End of the Line

There’s a new painting hanging on my kitchen wall. A friend of mine made it – he’s the one whose site I’m plugging in the links section at the right, and in this very sentence as well. He grew up in Africa, and for all that he looks like a pale, freckled redhead, he’s African at heart. He learned to act like a Middle European during middle teen-age, which is when I got to know him. He is what’s called a third culture kid.

End of the LineSo among many other things, he does these really nice oil paintings. The one I bought is called End of the Line. When I bought it, a few months ago, I thought it was a nice painting, with the purple shadows and the pop-art-style outlines, and I found the title somewhat catchy.

In the meantime, I’ve been thinking about freedom and the process of finding freedom, or becoming free, and the title of that painting has taken on deeper meaning. Take software freedom, for example: that’s one expression of freedom which has been important to me for decades now. I remember the day I felt the gut-level desire for software freedom for the first time: I’d been hacking software for a university project, using some non-free language implementation which had very useful bindings for some other non-free number-crunching library. It was all working, but then when writing my report, something occurred to me and I wanted to re-run the software on my data with some parameters altered. I had a fairly powerful (for the time) personal computer at home, and I had my program with me on a floppy disk (this was in 1993, before home internet access was widespread in Switzerland) – but while there was an implementation of that language, the library was not available for my home computer, so I was not able to run the software. I had to go back to the lab in order to re-run the calculations, and I felt that it was just plain stupid to have to do this. I’d run into a restriction of the freedom to redistribute software, which would have helped me. It was end of the line, I had run out of gas, metaphorically. But I could see freedom from the abandoned spot I was in.

Here’s another way in which hitting limitations – reaching End of the Line – is how freedom is perceived: in the mental discipline of meditation. Now there are many techniques and traditions around meditation, entire religions, but what I mean by that word in this post is: to sit down for an hour a day and pay attention to one phenomenon, to the exclusion of everything else. The single phenomenon being paid attention to can be anything at all, but traditional instructions include the physical sensation of the breath at the nostrils, or the mental repetition of a single word or short phrase, as suitable for beginners. When you start doing this, you will soon hit certain limitations on your ability to pay close attention to a single phenomenon for a prolonged period of time: memories will pop up; the body will send signals indicating discomfort with regard to the sitting posture, and so on. These distractions appear as very autonomous, and they can  culminate in an End of the Line kind of experience of “I’m getting up, I can’t stand this.” This is an indication of where our freedom to do whatever we want (in this case, meditate for an hour) ends, or is restricted.

Discovering your limits can, paradoxically, be a very liberating experience. You can see freedom from the End of the Line. It’s that empty fuel barrel with a red star on it, or the space beyond the plot of elephant grass and the highway, with the hill country in the distance, or maybe smoking a cigarette. The important thing is to realize that freedom is there, and all it takes is going there. It’s exactly the same with Free Software, as it is with spiritual notions of freedom.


## TASK DETAILS:
Top to bottom, give the entries again exactly as written.

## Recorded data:
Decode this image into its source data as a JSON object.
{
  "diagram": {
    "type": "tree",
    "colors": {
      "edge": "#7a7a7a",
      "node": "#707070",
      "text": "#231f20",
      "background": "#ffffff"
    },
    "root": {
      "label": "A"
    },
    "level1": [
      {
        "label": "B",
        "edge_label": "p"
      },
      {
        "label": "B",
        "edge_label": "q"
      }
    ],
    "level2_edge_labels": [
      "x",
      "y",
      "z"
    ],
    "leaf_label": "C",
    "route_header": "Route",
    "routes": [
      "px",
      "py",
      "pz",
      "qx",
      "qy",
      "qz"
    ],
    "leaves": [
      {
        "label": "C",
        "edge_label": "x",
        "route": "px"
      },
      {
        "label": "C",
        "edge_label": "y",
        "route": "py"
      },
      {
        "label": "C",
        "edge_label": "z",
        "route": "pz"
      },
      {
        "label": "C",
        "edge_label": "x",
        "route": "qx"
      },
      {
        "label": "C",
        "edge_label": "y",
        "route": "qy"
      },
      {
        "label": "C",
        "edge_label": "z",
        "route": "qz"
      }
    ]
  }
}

## RESPONSE AREA:
Decode this image into its source data as a JSON object.
{
  "diagram": {
    "type": "tree",
    "colors": {
      "edge": "#7a7a7a",
      "node": "#707070",
      "text": "#231f20",
      "background": "#ffffff"
    },
    "root": {
      "label": "A"
    },
    "level1": [
      {
        "label": "B",
        "edge_label": "p"
      },
      {
        "label": "B",
        "edge_label": "q"
      }
    ],
    "level2_edge_labels": [
      "x",
      "y",
      "z"
    ],
    "leaf_label": "C",
    "route_header": "Route",
    "routes": [
      "px",
      "py",
      "pz",
      "qx",
      "qy",
      "qz"
    ],
    "leaves": [
      {
        "label": "C",
        "edge_label": "x",
        "route": "px"
      },
      {
        "label": "C",
        "edge_label": "y",
        "route": "py"
      },
      {
        "label": "C",
        "edge_label": "z",
        "route": "pz"
      },
      {
        "label": "C",
        "edge_label": "x",
        "route": "qx"
      },
      {
        "label": "C",
        "edge_label": "y",
        "route": "qy"
      },
      {
        "label": "C",
        "edge_label": "z",
        "route": "qz"
      }
    ]
  }
}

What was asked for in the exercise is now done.